Sunday 4 September 2011

The Right Way To Apologize

Despite serving as the launching pad for a group of terrorists disguised as do-gooders during last year's attempt to break the legal Israeli blockade of 'Aza, Turkey continues to preen its Islamic pride and demand an apology from Israel for daring to defend itself from folks determined to cause it harm.  The most recent provocation from the country named after a tasty bird is the recall of its ambassador and the official downgrading of relations with Israel in both the military and political spheres.  The idea that Israel must apologize for protecting itself has become an obsession with the Turkish government.  Even the boycott-breakers have moved on after the failure of a second flotilla to even leave port in an organized fashion but the Turks continue to pound away at Israel, especially after the Palmer report which allocated blame in the incident, was published.
And one wonders why the Turks care so much.  After all, the Palmer report should have been a clue to the them to back off.  After all, if a UN report actually manages to not blame Israel 100% for some international incident that should be a clear signal that Israel was actually in the right.  Yet the insistent demand for an apology keeps coming.
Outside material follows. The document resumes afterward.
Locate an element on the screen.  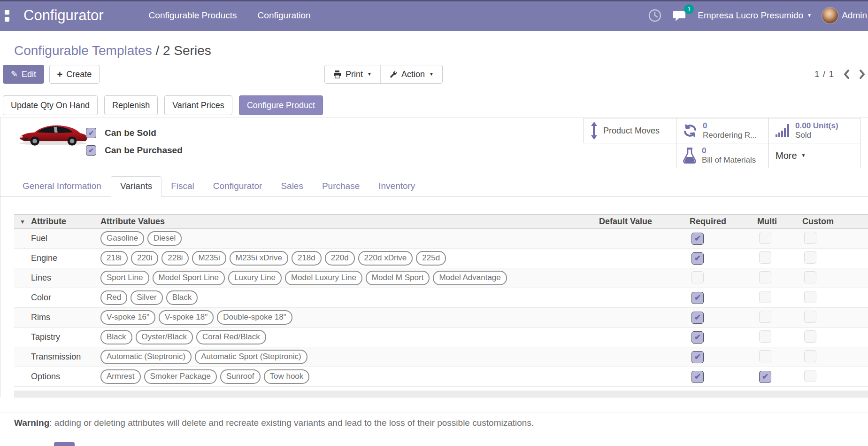
table-row: TransmissionAutomatic (Steptronic)Automa… is located at coordinates (441, 357).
Therefore it would seem to me that Israel does indeed need to provide an apology to Turkey.  The most appropriate site for such a ceremony would be somewhere in the part of Cyprus illegally occupied by those same Turks.  In addition to a senior Israeli minister, like the one for sport or the environment, showing up, there should be a representative of the Israeli Armenian community.  You remember the Armenians, right?  The people that the Turks took to massacring a little over one hundred years ago and still have not shown any regret?
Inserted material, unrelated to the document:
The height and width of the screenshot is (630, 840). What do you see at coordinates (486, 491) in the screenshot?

The Israeli representative should, with a great smile, indicate his intention to fully apologize for his country's insistence on defending itself from attack but say this in the interest of historical continuity the Turks should first apologize to the Armenians for trying to wipe them out.  After all, that did happen before the Marmalade debacle last year.
After all, if the Turks are big on apologizing, should they start by cleaning their own house instead?